I’m making a simple exercise that consists in replacing characters in a charlist. Its a DNA-RNA conversion like
ATCG -> UAGC
Being fairly new to Elixir, I tried this code:
def to_rna(dna) do
Enum.map(dna, fn b -> complement(b) end)
end
def complement(base) when base == 'A', do: 'U'
def complement(base) when base == 'T', do: 'A'
def complement(base) when base == 'C', do: 'G'
def complement(base) when base == 'G', do: 'C'
def complement(_base) do "E" end
But I’m getting different results when calling to_rna/1 with a charlist and with a list of chars:
I’m probably seriously misunderstanding something very fundamental about the way Enum.map/2 and charlist work together. I’d like some tips on the right direction about this!
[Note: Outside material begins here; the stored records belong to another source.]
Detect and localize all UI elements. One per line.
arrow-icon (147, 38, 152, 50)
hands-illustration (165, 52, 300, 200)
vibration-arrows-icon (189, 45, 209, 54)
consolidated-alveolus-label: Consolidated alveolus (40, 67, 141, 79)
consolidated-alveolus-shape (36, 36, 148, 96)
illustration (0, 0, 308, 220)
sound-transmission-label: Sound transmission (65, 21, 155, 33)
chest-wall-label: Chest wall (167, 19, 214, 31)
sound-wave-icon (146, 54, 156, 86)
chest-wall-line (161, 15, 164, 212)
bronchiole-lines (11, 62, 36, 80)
def complement(base) when base == 65, do: 'U'
def complement(base) when base == 67, do: 'A'
def complement(base) when base == 71, do: 'G'
def complement(base) when base == 84, do: 'C'
def complement(_base) do "E" end
And it worked! Thanks
Is there a way to leave the letters ATCG in complement/1? Given that its easier to see what is happening when using letters instead of their codepoints, I think it would make for a more readable code
You may want to consider removing the fall through clause returning ‘E’ so when you pass an invalid argument to the function it fails and you can see the errors
defmodule RnaTranscription do
@doc """
Given a DNA strand, return its RNA complement (per RNA transcription).
Both DNA and RNA strands are a sequence of nucleotides.
The four nucleotides found in DNA are adenine (A), cytosine (C), guanine (G) and thymine (T).
The four nucleotides found in RNA are adenine (A), cytosine (C), guanine (G) and uracil (U).
Given a DNA strand, its transcribed RNA strand is formed by replacing each nucleotide with its complement:
G -> C
C -> G
T -> A
A -> U
"""
def to_rna(?G), do: ?C
def to_rna(?C), do: ?G
def to_rna(?T), do: ?A
def to_rna(?A), do: ?U
def to_rna(dna), do: Enum.map(dna, &to_rna/1)
end
I see. That was his way to returning :error,
Anyway, by not using a guard, your implementation will try to use Enum.map on a term that is not an enumerable, for example ?E, and it will say that the protocol Enumerable has not been implemented for it.